The Adventure of my Front-Yard Tree

Disclaimer: None of these pictures are mine. If you are interested in seeing my tree let me know and I’ll learn how to post pics here. Now to the story.

When we bought our house, the centerpiece of the front yard was what I thought was (spoiler alert it wasn’t) a beautiful ornamental cherry tree. The next winter it died (awwwwww) and it didn’t take long for our town code-enforcement officer (there’s a story of why she can’t be police) who has turned the town into her personal HOA to roll by and order me to cut the tree down due to its deathness. I chop it down to the stump with my ax intending to dig out the stump when I replace the tree. The next spring, a different tree starts growing there. WTF? Over the past couple of years the tree has spread through runners and it is a nice enough tree and the copse is only 3 ft in diameter - perfect for blocking our living room window from the street so hey, free new tree.

Here in NoCO we have had the prefect cycle of rain and sun for a week and the new tree for the first time starts budding. Yesterday Mrs Cad and I get home, I take a look at the tree (and the bees, this tree is really the bees knees. Ha ha ha) and I immediately identify the tree through its blossoms as an Apple Tree. A Paradise Apple tree to be more precise (I had to look it up). But wait! There’s more! At the bottom there are switches from the original tree. WTF again? My plant identifying app says it is a Prairie Crabapple and looking at the fruit online yes that is the original tree. So what happened?

It’s no big secret that most fruit trees are a good fruit species (or in this case a really pretty species) grafted onto hardier root stock. The most common root stock for apple trees? Take a guess and scroll to the last paragraph. The prairie crabapple? A common ornamental tree in the Midwest and something the previous owner would have planted. That and rocks but that’s a different story. I guess a tiny piece of the graft survived and given the right conditions, the same one that had the paradise apple bloom for the first time, it sprung forth like Lazarus.
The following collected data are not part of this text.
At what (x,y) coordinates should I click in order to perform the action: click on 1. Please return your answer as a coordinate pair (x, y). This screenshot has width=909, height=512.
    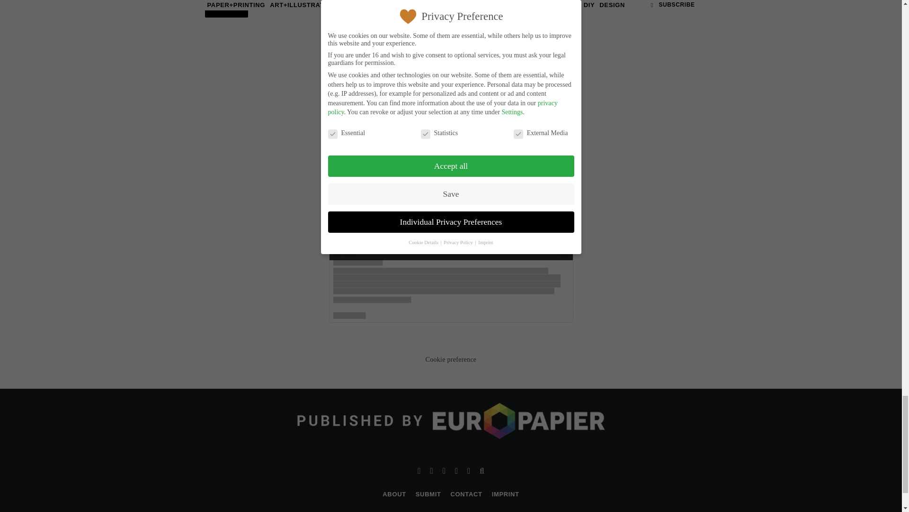
    Looking at the image, I should click on (412, 249).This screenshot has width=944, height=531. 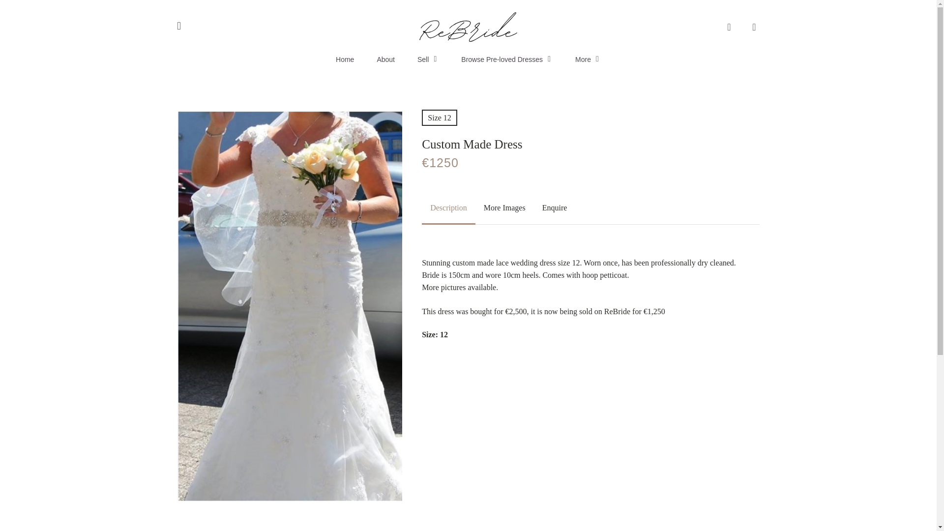 I want to click on Home, so click(x=345, y=59).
So that’s the story of the resurrected apple tree. It’ll be interesting to see how both species look together especially after a couple more years. Has anyone ever heard of a modern root-stock developing into a full fledge tree like this? And how crazy that the graft was dormant like that. I wonder if I have left the tree how much was still alive. The paradise apple is edible but I think it is still a crabapple (which is just a sour apple right?) so maybe some apple jelly or a pie with a ton of sugar is in my future.

I haven’t had this happen with a tree, but I did with a rose bush. When I bought it, it was labeled as a mini bush with delicate, fragrant light pink blossoms. After a couple years of keeping it as a house plant, I decided to plant it outside. It quickly grew quite large, and the blooms from it turned into full-sized magenta flowers, which had no fragrance at all. Which was a bit of a bummer.
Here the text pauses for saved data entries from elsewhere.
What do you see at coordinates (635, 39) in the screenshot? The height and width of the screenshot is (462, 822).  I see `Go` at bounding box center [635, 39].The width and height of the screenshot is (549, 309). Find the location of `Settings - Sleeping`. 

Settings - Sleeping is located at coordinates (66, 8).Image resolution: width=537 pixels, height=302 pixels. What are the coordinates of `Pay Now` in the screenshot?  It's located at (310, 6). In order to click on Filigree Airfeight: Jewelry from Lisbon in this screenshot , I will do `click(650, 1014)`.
Grafted fruit trees often try to push out shoots from the hardy root stock, which in normal circumstances you would clip off as soon as you found them, to keep them from stealing food from the more-desired grafted-on tree. If you have shoots from both growing from about the same time, I predict the root stock will do its darnedest to take over, so if you want equal tree parts you may have to prune that one back from time to time. Ideally, you would then get fruit from both species on the same tree. (I have seen accounts online of people who have grafted numerous different fruit trees onto one root stock, but I don’t think the root stock ever gets any love except just as the root.)

So enjoy your sour apples. You could make cider, like in your link.
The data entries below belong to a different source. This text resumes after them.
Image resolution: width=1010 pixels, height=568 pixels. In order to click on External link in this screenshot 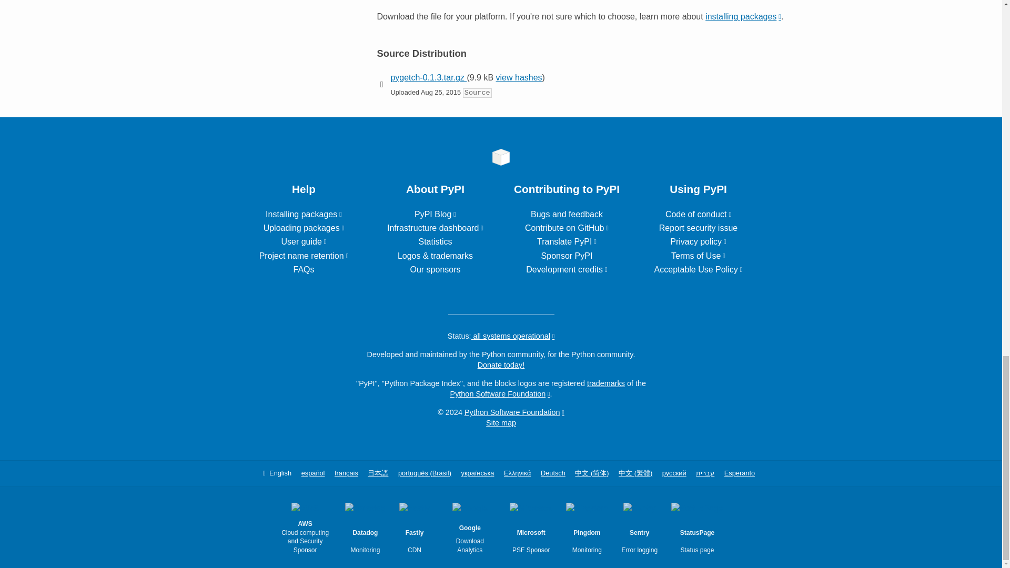, I will do `click(435, 214)`. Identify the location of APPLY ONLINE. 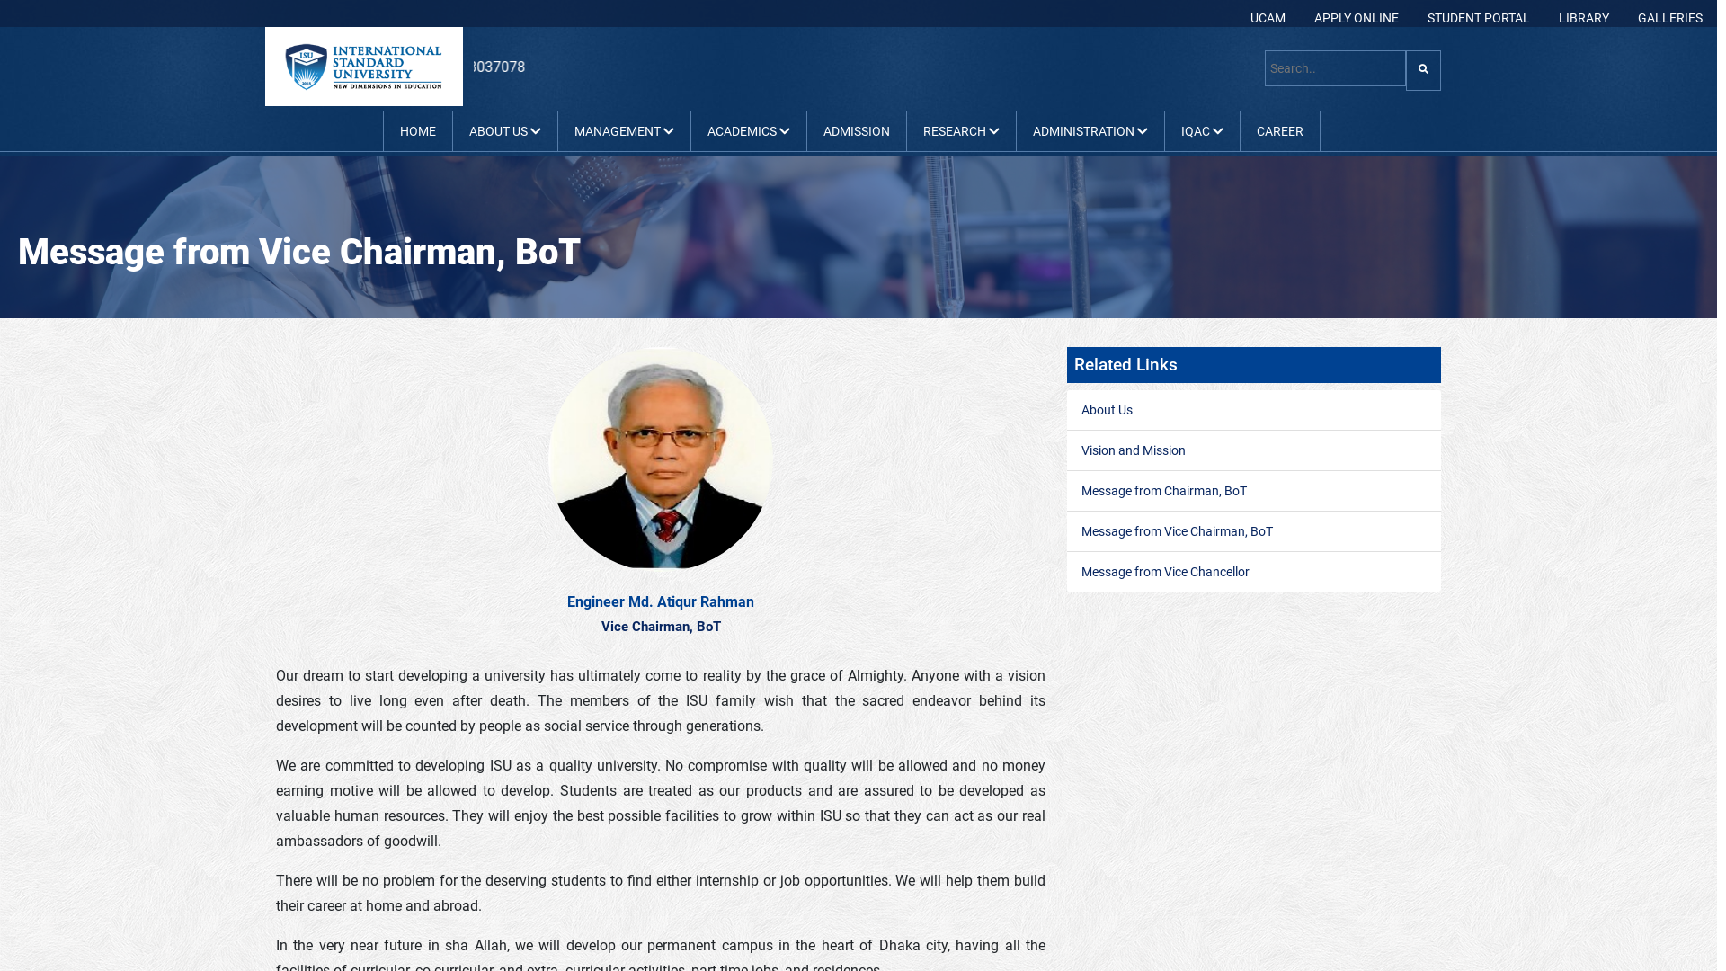
(1356, 18).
Rootstocks will generally grow into a full tree if given the chance. It’s common to have to prune off rootstock suckers even if the original grafted tree is alive; and the death of the top can trigger rootstock growth.

But it’s not clear to me if you’re saying somebody grafted a cherry tree onto apple rootstock? If so, that may have been why it died. I don’t know enough about rootstock compatiblities to know off the top of my head whether such a graft would even take in the first place.

I didn’t. I thought it was an ornamental cherry but it was a prairie crabapple.